With that, she stood up and walked away, leaving Anthea shaking in the darkness.
She felt a twinge of that darkness now as she headed over to meet Cyrus. Anthea was no longer sure that she believed in demons, and Cyrus’ glib offer to summon one that morning had seemed almost funny. But, if they were real, they couldn’t be all that different from the demon who’d raised her.
Chapter 6
Curiosity
“You should know before we get too far into this that I don’t believe you.” Anthea was standing in Cyrus’ dim garage next to his work bench. There were boxes and plastic bins piled high on shelves against every wall, but despite the clutter, it was not disorganized.
“If it helps, I already knew that, but why bring it up?” He was standing at a workbench, measuring out various ingredients from the jars on the shelves and mixing them into various cups and bowls. He had been explaining their various contents to Anthea, but she had found it difficult to concentrate until she confessed.
“I just didn’t want you to think you had to perform for me, too,” she said simply. He looked up at her.
“Perform? Anthea, it’s not a performance. What I do is real,” he said with a small smile and turned back to his task.
“Do you seriously expect me to believe that?”
“What you believe is your business,” he said with that same smile. It was irritating her and he knew it.
“Then why hire me, if you knew I didn’t?” Anthea was not ready to let this go. Her curiosity had gotten the better of her, and she was determined to learn everything she could about this man and his ‘business.’
He let out a small sigh.
“I hired you because you’re skeptical. Because you’re smart, and cautious, and your resolve is steel.”
“How can you know any of that about me? How did you know I didn’t believe?” She wasn’t suspicious, not yet anyway, but she was intrigued.

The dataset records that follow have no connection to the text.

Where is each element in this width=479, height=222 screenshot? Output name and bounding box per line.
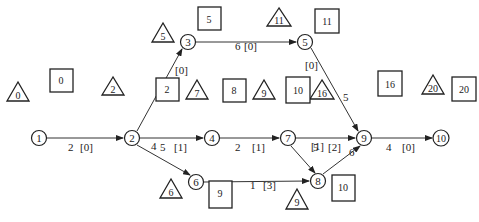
svg-text:9: 9: [295, 197, 300, 208]
svg-text:10: 10: [436, 133, 446, 144]
node-5: 5: [298, 35, 313, 50]
node-8: 8: [311, 174, 326, 189]
svg-text:7: 7: [285, 132, 291, 144]
node-7: 7: [281, 131, 296, 146]
svg-text:8: 8: [232, 85, 237, 96]
svg-text:6: 6: [169, 187, 174, 198]
svg-text:9: 9: [218, 188, 223, 199]
edge-6-8-float: [3]: [263, 179, 276, 191]
edge-labels: 2 [0] 3 [0] 5 [1] 4 4 6 [0] 2 [1] 5 [0] …: [68, 40, 415, 191]
box-node-9: 16: [378, 71, 402, 96]
box-node-3: 5: [198, 7, 221, 30]
edge-1-2-duration: 2: [68, 141, 74, 153]
edge-4-7-duration: 2: [235, 141, 241, 153]
triangle-node-2: 2: [102, 77, 124, 95]
triangle-node-5: 11: [267, 8, 291, 26]
edge-1-2-float: [0]: [80, 141, 93, 153]
node-2: 2: [125, 131, 140, 146]
triangle-node-6: 6: [160, 179, 182, 198]
box-node-6: 9: [209, 181, 232, 208]
triangle-node-10: 20: [422, 75, 444, 94]
box-node-4: 8: [223, 79, 246, 102]
edge-9-10-duration: 4: [386, 141, 392, 153]
edge-2-4-duration: 5: [160, 141, 166, 153]
edge-5-9-duration: 5: [343, 91, 349, 103]
box-node-1: 0: [50, 69, 73, 92]
edge-2-6-labels: 4: [151, 140, 157, 152]
svg-text:5: 5: [302, 36, 308, 48]
svg-text:10: 10: [293, 85, 303, 96]
nodes: 1 2 3 4 5 6 7 8 9 10: [32, 35, 450, 190]
edges: [47, 42, 432, 182]
svg-text:20: 20: [428, 83, 438, 94]
svg-text:2: 2: [165, 84, 170, 95]
svg-text:16: 16: [317, 88, 327, 99]
node-4: 4: [205, 131, 220, 146]
edge-7-9-float: [2]: [328, 141, 341, 153]
edge-3-5-duration: 6: [235, 40, 241, 52]
node-3: 3: [181, 35, 196, 50]
svg-text:2: 2: [111, 84, 116, 95]
svg-text:3: 3: [185, 36, 191, 48]
node-6: 6: [189, 175, 204, 190]
edge-2-3-float: [0]: [175, 64, 188, 76]
box-node-7: 10: [286, 77, 310, 103]
svg-text:16: 16: [385, 79, 395, 90]
svg-text:10: 10: [338, 182, 348, 193]
edge-8-9-duration: 6: [349, 146, 355, 158]
triangle-node-7: 9: [253, 80, 275, 99]
edge-3-5-float: [0]: [244, 40, 257, 52]
triangles: 0 2 5 7 11 6 9 9 16 20: [7, 8, 444, 209]
edge-5-9-float: [0]: [305, 59, 318, 71]
edge-2-6-dur: 4: [151, 140, 157, 152]
box-node-5: 11: [315, 9, 339, 33]
svg-text:0: 0: [59, 75, 64, 86]
edge-4-7-float: [1]: [252, 141, 265, 153]
triangle-node-1: 0: [7, 82, 29, 101]
svg-text:11: 11: [322, 16, 332, 27]
svg-text:8: 8: [315, 175, 321, 187]
triangle-node-3: 5: [152, 23, 174, 42]
svg-text:5: 5: [161, 31, 166, 42]
svg-text:7: 7: [195, 88, 200, 99]
svg-text:5: 5: [207, 14, 212, 25]
box-node-8: 10: [332, 175, 355, 201]
svg-text:11: 11: [274, 15, 284, 26]
svg-text:6: 6: [193, 176, 199, 188]
triangle-node-8: 9: [286, 189, 308, 209]
svg-text:9: 9: [262, 88, 267, 99]
svg-text:1: 1: [36, 132, 42, 144]
boxes: 0 2 5 8 11 9 10 10 16 20: [50, 7, 476, 208]
node-10: 10: [433, 130, 449, 146]
svg-text:0: 0: [16, 90, 21, 101]
node-9: 9: [357, 131, 372, 146]
triangle-node-4: 7: [186, 80, 208, 99]
edge-9-10-float: [0]: [402, 141, 415, 153]
edge-7-8-float: [1]: [311, 140, 324, 152]
box-node-2: 2: [156, 78, 179, 101]
edge-6-8-duration: 1: [250, 179, 256, 191]
node-1: 1: [32, 131, 47, 146]
network-diagram: 2 [0] 3 [0] 5 [1] 4 4 6 [0] 2 [1] 5 [0] …: [0, 0, 479, 222]
svg-text:20: 20: [459, 84, 469, 95]
box-node-10: 20: [452, 77, 476, 101]
svg-text:9: 9: [361, 132, 367, 144]
edge-2-4-float: [1]: [174, 141, 187, 153]
svg-text:4: 4: [209, 132, 215, 144]
svg-text:2: 2: [129, 132, 135, 144]
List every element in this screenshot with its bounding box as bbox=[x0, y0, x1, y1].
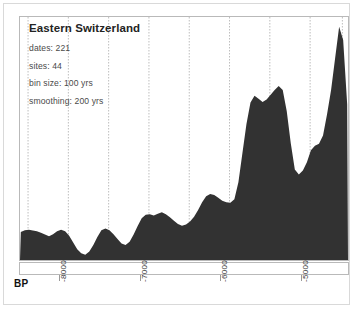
chart-card: Eastern Switzerland dates: 221 sites: 44… bbox=[3, 3, 350, 305]
tick-label: -5000 bbox=[301, 260, 310, 282]
plot-area bbox=[19, 16, 349, 261]
spd-area-chart bbox=[20, 17, 348, 260]
x-axis-label: BP bbox=[14, 278, 28, 289]
tick-label: -7000 bbox=[140, 260, 149, 282]
x-axis-ticks: -8000-7000-6000-5000 bbox=[19, 275, 349, 309]
tick-label: -8000 bbox=[59, 260, 68, 282]
tick-label: -6000 bbox=[220, 260, 229, 282]
x-axis-strip bbox=[19, 262, 349, 275]
area-series-path bbox=[20, 27, 348, 260]
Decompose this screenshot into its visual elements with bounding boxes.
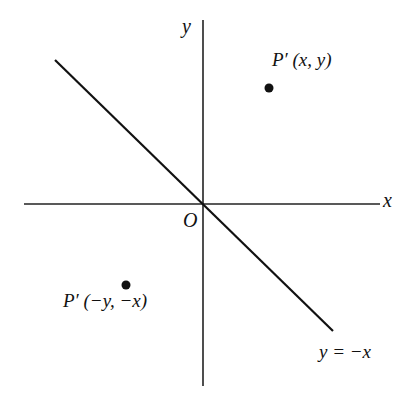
y-axis-label: y [182,16,191,36]
line-label-y-equals-neg-x: y = −x [319,342,371,361]
point-p-prime-neg-y-neg-x [122,281,131,290]
origin-label: O [183,210,197,230]
point-label-p-prime-xy: P′ (x, y) [272,50,332,69]
point-label-p-prime-neg-y-neg-x: P′ (−y, −x) [63,291,147,310]
x-axis-label: x [383,190,392,210]
point-p-prime-xy [265,84,274,93]
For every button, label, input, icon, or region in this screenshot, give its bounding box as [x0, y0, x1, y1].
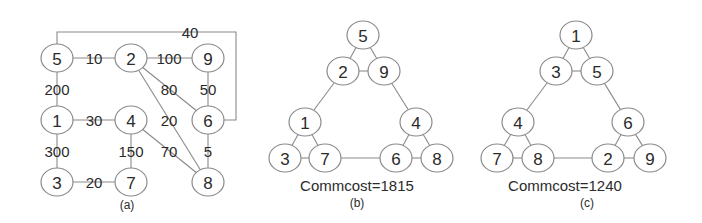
node-8: 8 [522, 144, 554, 172]
node-1: 1 [289, 108, 321, 136]
edge-weight-1-4: 30 [86, 112, 103, 129]
node-7: 7 [309, 144, 341, 172]
node-5: 5 [41, 44, 73, 72]
edge-weight-5-6: 40 [182, 24, 199, 41]
node-label: 8 [203, 174, 212, 193]
node-label: 3 [551, 63, 560, 82]
edge-weight-9-6: 50 [200, 81, 217, 98]
edge-weight-2-9: 100 [156, 50, 181, 67]
node-5: 5 [347, 21, 379, 49]
node-4: 4 [115, 106, 147, 134]
panel-caption: (b) [350, 196, 365, 210]
node-label: 9 [203, 50, 212, 69]
node-label: 1 [300, 114, 309, 133]
edge-weight-4-8: 70 [161, 143, 178, 160]
node-label: 7 [320, 150, 329, 169]
edge-5-6 [605, 83, 621, 109]
node-9: 9 [368, 57, 400, 85]
node-layer: 529146378 [41, 44, 224, 196]
node-2: 2 [115, 44, 147, 72]
panel-c-mapping: 135467829Commcost=1240(c) [481, 21, 666, 210]
node-9: 9 [634, 144, 666, 172]
edge-4-6 [403, 135, 409, 146]
node-6: 6 [612, 108, 644, 136]
node-6: 6 [380, 144, 412, 172]
node-layer: 529143768 [269, 21, 453, 172]
edge-weight-2-8: 20 [161, 112, 178, 129]
node-label: 7 [492, 150, 501, 169]
node-4: 4 [502, 108, 534, 136]
edge-weight-5-2: 10 [86, 50, 103, 67]
edge-2-1 [314, 83, 335, 111]
edge-weight-6-8: 5 [204, 143, 212, 160]
edge-1-7 [312, 135, 318, 146]
node-label: 6 [391, 150, 400, 169]
node-1: 1 [41, 106, 73, 134]
node-8: 8 [421, 144, 453, 172]
node-label: 2 [126, 50, 135, 69]
edge-5-9 [370, 47, 376, 58]
node-label: 2 [338, 63, 347, 82]
edge-5-2 [350, 48, 356, 59]
edge-weight-2-6: 80 [161, 81, 178, 98]
edge-6-2 [615, 135, 621, 146]
node-1: 1 [560, 21, 592, 49]
node-5: 5 [581, 57, 613, 85]
node-7: 7 [481, 144, 513, 172]
node-label: 5 [358, 27, 367, 46]
node-3: 3 [41, 168, 73, 196]
node-label: 4 [126, 112, 135, 131]
node-8: 8 [192, 168, 224, 196]
edge-4-8 [525, 135, 531, 146]
node-9: 9 [192, 44, 224, 72]
edge-1-3 [563, 48, 569, 59]
edge-weight-1-3: 300 [44, 143, 69, 160]
commcost-label: Commcost=1815 [300, 177, 414, 194]
edge-weight-5-1: 200 [44, 81, 69, 98]
edge-6-9 [636, 134, 643, 145]
node-label: 3 [280, 150, 289, 169]
panel-caption: (a) [120, 198, 135, 212]
node-label: 3 [52, 174, 61, 193]
edge-3-4 [527, 83, 548, 111]
panel-caption: (c) [580, 196, 594, 210]
node-2: 2 [327, 57, 359, 85]
node-7: 7 [115, 168, 147, 196]
edge-weight-4-7: 150 [118, 143, 143, 160]
diagram-svg: 10100200503030015052080207040529146378(a… [0, 0, 702, 223]
node-label: 7 [126, 174, 135, 193]
edge-layer [292, 47, 430, 158]
edge-4-8 [423, 134, 429, 145]
edge-weight-3-7: 20 [86, 174, 103, 191]
node-6: 6 [192, 106, 224, 134]
node-3: 3 [269, 144, 301, 172]
node-label: 9 [379, 63, 388, 82]
panel-b-mapping: 529143768Commcost=1815(b) [269, 21, 453, 210]
node-layer: 135467829 [481, 21, 666, 172]
edge-layer [504, 47, 642, 158]
edge-4-7 [504, 134, 510, 145]
node-label: 4 [411, 114, 420, 133]
node-label: 9 [645, 150, 654, 169]
node-label: 5 [592, 63, 601, 82]
node-label: 6 [203, 112, 212, 131]
diagram-canvas: 10100200503030015052080207040529146378(a… [0, 0, 702, 223]
commcost-label: Commcost=1240 [508, 177, 622, 194]
node-label: 2 [603, 150, 612, 169]
panel-a-task-graph: 10100200503030015052080207040529146378(a… [41, 24, 236, 213]
edge-1-5 [583, 47, 589, 58]
node-label: 1 [571, 27, 580, 46]
node-label: 6 [623, 114, 632, 133]
node-label: 5 [52, 50, 61, 69]
node-label: 8 [533, 150, 542, 169]
edge-1-3 [292, 135, 298, 146]
node-3: 3 [540, 57, 572, 85]
node-label: 8 [432, 150, 441, 169]
node-2: 2 [592, 144, 624, 172]
edge-9-4 [392, 83, 409, 109]
node-4: 4 [400, 108, 432, 136]
node-label: 4 [513, 114, 522, 133]
node-label: 1 [52, 112, 61, 131]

He turned back to her and grinned, “I’d tell you, but it would require some faith.”
She didn’t take the bait.
“What kind of faith?” This was a topic Anthea was comfortable discussing, and she hoped it would allow her to address her real concern with his business.
“The kind of faith that I hope to inspire in other people,” he answered grandiosely.
“In weak, stupid, naive people, you mean,” she said. “The kind who would follow anyone anywhere."
“No, I prefer my followers to be desperate, empty, and searching.” Cyrus’ face and manner had taken on a steely steadfastness, as th
ough he had finally settled in to argue with her properly and would not concede.
“So you’re a predator. You seek out the hurting and hook them,” Anthea said, although it was against her better judgement. She was, after all, alone in a garage with a man she had only met once before. A man who was mixing up arcane-looking chemicals in front of her. A man who probably knew that no one in the world knew where Anthea was at that very moment, and no one would ask him any questions if something happened to her.
If there was ever a time to keep sweet, this was it. But Anthea just couldn’t resist pressing him.
“No, Anthea, I provide a service to people with a specific need.”
“By exploiting their weaknesses and charging them money for their own vulnerability?”
He tossed her a hurt glare as he turned away from the work bench, hands full of cups and bowls, and started toward the center of the garage. He’d painted a large pentagram in the center of the concrete floor and began placing his items in various locations within the pentagram. She watched him fussily moving things about. Even years after her escape from the camp, pentagrams still made her nervous. When he’d finished, he stood up to his full height and turned to her.
“Did I or did I not fix all their phones the other night?” he asked.
“You did, but-”
“And did I not also provide them with a sense of control over an intangible problem?”